[EM] Fwd: The point is that IRV (not PR) fosters peaceful democracy

James Gilmour jgilmour at globalnet.co.uk
Fri Nov 18 03:34:11 PST 2005


> IRV Alliance Sent: Wednesday, November 16, 2005 12:19 PM
>    But if Iraq starts using district representation like the U.S., 
> AND using IRV, then the most possible # of people will be represented 
> by EFFECTIVE politicians with broad non-partisan support.
>
>   Broad majorities will prevail while extremists will learn to compromise.

This is cloud-cuckoo-land thinking (and this is not a neo-con writing).

The last thing Iraq (or any other country in the world) needs is a parliament or legislature elected from single-member
districts like the USA or the UK, no matter what voting system is used within those single-member districts.  I
recognise that this is a political statement, in that it is based on my concept of what a parliament or legislature or
city council should be.

But the single-member district approach is also fatally flawed purely from an EM perspective.  No matter what voting
system you use (IRV, IRV+, Condorcet, etc, etc), one group could win every one of the single-member districts because it
genuinely had majority support among the voters in each of those single-member districts.  That could leave 49% of the
voters in the country with no representation in the parliament or legislature.  Quite apart from being fundamentally
undemocratic, that is a recipe for real trouble.  Here in the UK we have seen it at first hand and we are still
struggling to overcome the adverse effects of such a decision made 70 years ago.

The democratic aim should be to make the parliament, legislature or council representative of those who voted.  For that
you must use some system of PR - and all PR systems use multi-member districts.  If you are satisfied with group PR
(registered parties), you could use a party list PR system.  But if you want PR of the voters, and to give the power to
the voters instead of to the parties, you need STV-PR (or at least, I haven't found anything better yet in more than 40
years of looking).

Incidentally, all the voting reforms implemented in the UK in the past few years have introduced PR voting systems with
multi-member districts.  It is the single-member district that is on the way out!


### What is expected:
Reproduce only the top of the records, down to and including the line containing "This screenshot has height=353, width=755.".
Start of Block
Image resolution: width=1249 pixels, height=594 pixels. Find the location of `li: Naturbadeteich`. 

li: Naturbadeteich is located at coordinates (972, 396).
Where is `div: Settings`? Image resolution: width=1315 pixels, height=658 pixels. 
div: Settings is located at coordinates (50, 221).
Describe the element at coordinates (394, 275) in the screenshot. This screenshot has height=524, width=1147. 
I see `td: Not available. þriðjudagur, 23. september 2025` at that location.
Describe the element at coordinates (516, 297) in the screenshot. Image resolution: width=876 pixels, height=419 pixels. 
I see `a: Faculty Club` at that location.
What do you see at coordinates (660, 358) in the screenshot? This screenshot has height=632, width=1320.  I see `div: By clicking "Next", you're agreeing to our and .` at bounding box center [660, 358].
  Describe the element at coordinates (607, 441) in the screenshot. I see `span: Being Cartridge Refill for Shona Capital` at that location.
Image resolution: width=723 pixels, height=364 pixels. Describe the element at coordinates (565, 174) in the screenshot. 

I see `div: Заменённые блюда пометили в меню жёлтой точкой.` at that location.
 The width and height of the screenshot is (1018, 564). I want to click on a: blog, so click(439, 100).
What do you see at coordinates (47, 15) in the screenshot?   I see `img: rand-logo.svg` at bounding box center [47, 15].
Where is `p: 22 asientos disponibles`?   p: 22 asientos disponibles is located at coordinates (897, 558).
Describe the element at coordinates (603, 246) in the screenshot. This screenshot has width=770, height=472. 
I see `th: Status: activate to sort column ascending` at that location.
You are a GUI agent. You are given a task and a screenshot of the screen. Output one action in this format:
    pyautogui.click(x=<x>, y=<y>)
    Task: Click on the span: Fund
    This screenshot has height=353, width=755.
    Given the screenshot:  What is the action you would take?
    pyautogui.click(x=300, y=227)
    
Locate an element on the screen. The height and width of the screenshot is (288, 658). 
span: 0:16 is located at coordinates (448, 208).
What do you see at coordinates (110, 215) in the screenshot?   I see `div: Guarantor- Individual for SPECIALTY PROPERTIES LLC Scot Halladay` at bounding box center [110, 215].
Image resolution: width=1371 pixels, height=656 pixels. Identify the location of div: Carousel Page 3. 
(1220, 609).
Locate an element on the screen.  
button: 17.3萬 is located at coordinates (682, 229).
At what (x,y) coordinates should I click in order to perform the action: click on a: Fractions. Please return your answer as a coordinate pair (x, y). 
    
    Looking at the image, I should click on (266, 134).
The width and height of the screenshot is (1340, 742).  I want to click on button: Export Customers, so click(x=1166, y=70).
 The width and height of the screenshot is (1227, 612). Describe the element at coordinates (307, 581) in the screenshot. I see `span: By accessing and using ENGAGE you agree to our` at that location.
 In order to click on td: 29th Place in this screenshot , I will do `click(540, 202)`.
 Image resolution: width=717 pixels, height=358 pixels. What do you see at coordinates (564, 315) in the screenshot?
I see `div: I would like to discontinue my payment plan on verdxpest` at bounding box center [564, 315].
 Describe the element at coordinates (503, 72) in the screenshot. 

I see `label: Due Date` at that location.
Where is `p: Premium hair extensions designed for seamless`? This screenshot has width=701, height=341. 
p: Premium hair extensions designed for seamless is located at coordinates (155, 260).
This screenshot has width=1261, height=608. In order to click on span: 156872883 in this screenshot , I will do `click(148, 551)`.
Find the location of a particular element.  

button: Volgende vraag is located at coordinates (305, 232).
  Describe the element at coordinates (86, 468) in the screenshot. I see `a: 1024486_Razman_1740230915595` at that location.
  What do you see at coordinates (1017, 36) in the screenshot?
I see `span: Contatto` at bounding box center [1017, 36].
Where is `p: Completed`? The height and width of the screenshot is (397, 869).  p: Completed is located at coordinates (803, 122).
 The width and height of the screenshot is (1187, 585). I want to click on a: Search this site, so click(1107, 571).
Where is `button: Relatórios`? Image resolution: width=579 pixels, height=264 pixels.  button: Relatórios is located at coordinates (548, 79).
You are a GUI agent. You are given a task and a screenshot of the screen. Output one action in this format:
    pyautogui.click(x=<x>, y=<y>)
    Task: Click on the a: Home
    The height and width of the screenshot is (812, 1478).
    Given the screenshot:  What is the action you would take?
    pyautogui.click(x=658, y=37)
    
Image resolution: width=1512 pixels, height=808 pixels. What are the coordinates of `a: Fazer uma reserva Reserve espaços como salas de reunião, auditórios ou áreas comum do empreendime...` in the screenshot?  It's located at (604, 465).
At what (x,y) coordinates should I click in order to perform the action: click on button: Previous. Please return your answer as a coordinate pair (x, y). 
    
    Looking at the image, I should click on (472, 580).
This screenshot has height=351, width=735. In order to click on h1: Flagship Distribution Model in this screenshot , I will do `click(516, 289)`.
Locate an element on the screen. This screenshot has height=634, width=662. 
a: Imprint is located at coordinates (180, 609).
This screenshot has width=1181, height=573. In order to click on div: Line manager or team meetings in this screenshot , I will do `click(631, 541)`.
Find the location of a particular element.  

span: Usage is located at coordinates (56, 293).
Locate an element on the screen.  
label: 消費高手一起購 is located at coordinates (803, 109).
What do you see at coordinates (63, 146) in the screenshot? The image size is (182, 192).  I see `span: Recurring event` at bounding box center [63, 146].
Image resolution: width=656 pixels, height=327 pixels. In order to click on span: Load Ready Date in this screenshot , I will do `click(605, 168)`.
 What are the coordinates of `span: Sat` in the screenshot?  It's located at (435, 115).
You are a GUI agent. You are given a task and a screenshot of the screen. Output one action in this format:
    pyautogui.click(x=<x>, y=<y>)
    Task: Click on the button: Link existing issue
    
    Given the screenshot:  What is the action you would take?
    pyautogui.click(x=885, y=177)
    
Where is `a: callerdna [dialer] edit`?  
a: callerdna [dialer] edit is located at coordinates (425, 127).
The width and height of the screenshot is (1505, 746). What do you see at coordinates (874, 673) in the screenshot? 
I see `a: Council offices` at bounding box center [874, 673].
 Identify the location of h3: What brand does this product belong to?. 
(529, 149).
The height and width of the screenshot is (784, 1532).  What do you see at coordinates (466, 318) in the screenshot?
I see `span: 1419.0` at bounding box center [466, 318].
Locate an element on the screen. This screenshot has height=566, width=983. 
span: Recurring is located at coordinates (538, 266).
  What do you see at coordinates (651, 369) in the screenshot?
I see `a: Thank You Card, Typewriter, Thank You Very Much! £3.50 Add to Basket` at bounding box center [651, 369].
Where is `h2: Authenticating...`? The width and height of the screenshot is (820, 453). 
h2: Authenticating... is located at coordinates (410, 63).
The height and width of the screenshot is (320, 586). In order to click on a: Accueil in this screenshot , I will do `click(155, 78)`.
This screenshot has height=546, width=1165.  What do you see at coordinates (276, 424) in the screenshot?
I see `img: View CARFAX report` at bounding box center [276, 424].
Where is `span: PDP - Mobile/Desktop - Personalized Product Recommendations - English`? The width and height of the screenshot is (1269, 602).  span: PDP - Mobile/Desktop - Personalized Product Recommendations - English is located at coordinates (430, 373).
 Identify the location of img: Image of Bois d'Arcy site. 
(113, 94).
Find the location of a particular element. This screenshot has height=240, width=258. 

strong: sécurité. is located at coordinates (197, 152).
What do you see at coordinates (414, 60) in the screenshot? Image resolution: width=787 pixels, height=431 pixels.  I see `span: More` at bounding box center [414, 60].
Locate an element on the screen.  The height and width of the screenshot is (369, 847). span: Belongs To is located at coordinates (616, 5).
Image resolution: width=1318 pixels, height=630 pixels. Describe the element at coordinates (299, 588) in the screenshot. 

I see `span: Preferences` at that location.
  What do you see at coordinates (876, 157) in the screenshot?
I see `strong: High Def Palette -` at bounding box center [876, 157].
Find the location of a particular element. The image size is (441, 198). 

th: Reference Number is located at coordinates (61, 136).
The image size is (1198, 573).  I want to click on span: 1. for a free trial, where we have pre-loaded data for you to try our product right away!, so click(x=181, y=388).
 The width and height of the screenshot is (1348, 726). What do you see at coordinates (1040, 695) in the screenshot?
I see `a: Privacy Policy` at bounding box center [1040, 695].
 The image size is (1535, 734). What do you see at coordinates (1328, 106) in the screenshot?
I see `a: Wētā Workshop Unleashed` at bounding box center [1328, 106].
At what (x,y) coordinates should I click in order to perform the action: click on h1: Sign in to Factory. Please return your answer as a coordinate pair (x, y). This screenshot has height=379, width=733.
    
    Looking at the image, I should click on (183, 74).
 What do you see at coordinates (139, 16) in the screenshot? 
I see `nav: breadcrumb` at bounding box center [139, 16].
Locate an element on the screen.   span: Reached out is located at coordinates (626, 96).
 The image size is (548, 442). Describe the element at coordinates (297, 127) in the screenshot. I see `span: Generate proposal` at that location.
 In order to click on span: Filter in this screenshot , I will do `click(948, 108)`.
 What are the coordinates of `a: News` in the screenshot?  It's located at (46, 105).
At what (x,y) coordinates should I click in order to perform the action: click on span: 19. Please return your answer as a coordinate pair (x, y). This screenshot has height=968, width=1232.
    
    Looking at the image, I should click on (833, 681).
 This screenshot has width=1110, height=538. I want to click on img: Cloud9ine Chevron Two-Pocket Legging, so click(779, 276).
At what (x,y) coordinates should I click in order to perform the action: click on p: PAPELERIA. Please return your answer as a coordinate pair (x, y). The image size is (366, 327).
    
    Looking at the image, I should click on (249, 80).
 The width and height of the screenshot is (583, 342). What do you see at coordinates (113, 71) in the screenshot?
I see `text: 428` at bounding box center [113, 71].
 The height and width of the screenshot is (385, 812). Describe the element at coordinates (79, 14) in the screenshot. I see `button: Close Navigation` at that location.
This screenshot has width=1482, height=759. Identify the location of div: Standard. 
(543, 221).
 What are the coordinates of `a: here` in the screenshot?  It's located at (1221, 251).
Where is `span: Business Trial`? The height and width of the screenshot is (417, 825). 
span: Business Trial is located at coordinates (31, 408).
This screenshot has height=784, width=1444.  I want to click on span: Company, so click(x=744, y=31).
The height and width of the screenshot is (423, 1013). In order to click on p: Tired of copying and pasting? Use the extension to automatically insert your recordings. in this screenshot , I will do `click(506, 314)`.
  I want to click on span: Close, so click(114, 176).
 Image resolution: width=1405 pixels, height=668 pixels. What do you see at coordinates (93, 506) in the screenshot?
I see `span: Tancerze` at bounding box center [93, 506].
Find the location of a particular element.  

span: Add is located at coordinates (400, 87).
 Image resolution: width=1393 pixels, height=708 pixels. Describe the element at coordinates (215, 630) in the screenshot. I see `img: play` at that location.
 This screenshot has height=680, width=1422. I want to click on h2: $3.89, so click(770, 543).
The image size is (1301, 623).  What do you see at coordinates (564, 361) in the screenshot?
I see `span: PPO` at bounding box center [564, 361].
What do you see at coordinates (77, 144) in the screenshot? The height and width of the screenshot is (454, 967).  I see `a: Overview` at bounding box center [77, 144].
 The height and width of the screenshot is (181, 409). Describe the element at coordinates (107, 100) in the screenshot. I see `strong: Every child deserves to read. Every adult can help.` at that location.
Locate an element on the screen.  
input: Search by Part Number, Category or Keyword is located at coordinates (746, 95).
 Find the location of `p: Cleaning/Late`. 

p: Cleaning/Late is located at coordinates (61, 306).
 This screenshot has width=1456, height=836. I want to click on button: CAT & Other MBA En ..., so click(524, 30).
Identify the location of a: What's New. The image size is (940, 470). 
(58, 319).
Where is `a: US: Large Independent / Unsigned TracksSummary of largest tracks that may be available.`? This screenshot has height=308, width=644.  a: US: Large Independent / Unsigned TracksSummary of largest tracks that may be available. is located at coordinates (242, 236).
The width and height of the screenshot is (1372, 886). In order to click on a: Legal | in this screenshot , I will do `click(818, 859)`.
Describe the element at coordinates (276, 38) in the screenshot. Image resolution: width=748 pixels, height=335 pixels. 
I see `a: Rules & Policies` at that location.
End of Block
### Problem solution:
Image resolution: width=1249 pixels, height=594 pixels. Find the location of `li: Naturbadeteich`. 

li: Naturbadeteich is located at coordinates (972, 396).
Where is `div: Settings`? Image resolution: width=1315 pixels, height=658 pixels. 
div: Settings is located at coordinates (50, 221).
Describe the element at coordinates (394, 275) in the screenshot. This screenshot has height=524, width=1147. 
I see `td: Not available. þriðjudagur, 23. september 2025` at that location.
Describe the element at coordinates (516, 297) in the screenshot. Image resolution: width=876 pixels, height=419 pixels. 
I see `a: Faculty Club` at that location.
What do you see at coordinates (660, 358) in the screenshot? This screenshot has height=632, width=1320.  I see `div: By clicking "Next", you're agreeing to our and .` at bounding box center [660, 358].
  Describe the element at coordinates (607, 441) in the screenshot. I see `span: Being Cartridge Refill for Shona Capital` at that location.
Image resolution: width=723 pixels, height=364 pixels. Describe the element at coordinates (565, 174) in the screenshot. 

I see `div: Заменённые блюда пометили в меню жёлтой точкой.` at that location.
 The width and height of the screenshot is (1018, 564). I want to click on a: blog, so click(439, 100).
What do you see at coordinates (47, 15) in the screenshot?   I see `img: rand-logo.svg` at bounding box center [47, 15].
Where is `p: 22 asientos disponibles`?   p: 22 asientos disponibles is located at coordinates (897, 558).
Describe the element at coordinates (603, 246) in the screenshot. This screenshot has width=770, height=472. 
I see `th: Status: activate to sort column ascending` at that location.
You are a GUI agent. You are given a task and a screenshot of the screen. Output one action in this format:
    pyautogui.click(x=<x>, y=<y>)
    Task: Click on the span: Fund
    This screenshot has height=353, width=755.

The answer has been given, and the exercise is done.